The Berkshires are spot-clean, and the people are well-mannered. It's different from Philadelphia.


 

Here at home, bike enthusiasts are boning up for the highlight of their year - the annual (illegal) celebration of bike-riding (and proof that it doesn't make everyone fit): the Philly Naked Bike Ride, coming to amuse (and repulse) Center City on Sept. 4. It's revealing that bikers - to celebrate their hobby and general sidewalk nuisance - choose to break the law.

Almost all bikers break the law. If they don't ride on sidewalks (most don't), then they ride against traffic or ignore stop signs or fail to stop at red lights. Despite repeated promises from the city, enforcement on bicycles - vehicles under state law - is as rare as snow in July.
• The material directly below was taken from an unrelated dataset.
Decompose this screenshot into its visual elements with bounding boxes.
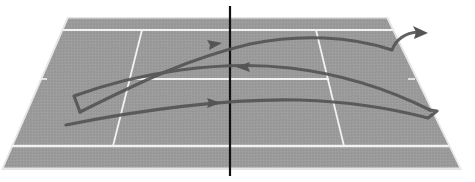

A stepped-up bicycle-enforcement campaign (a few hours a day, a few days a week, only in Center City) began May 16. In two months, 590 bike warnings were issued, along with 10 tickets. Ten tickets in three months equals 40 tickets a year, the total written in all of 2010. Not exactly the KGB. As usual, enforcement remains a flat tire, a j-o-k-e.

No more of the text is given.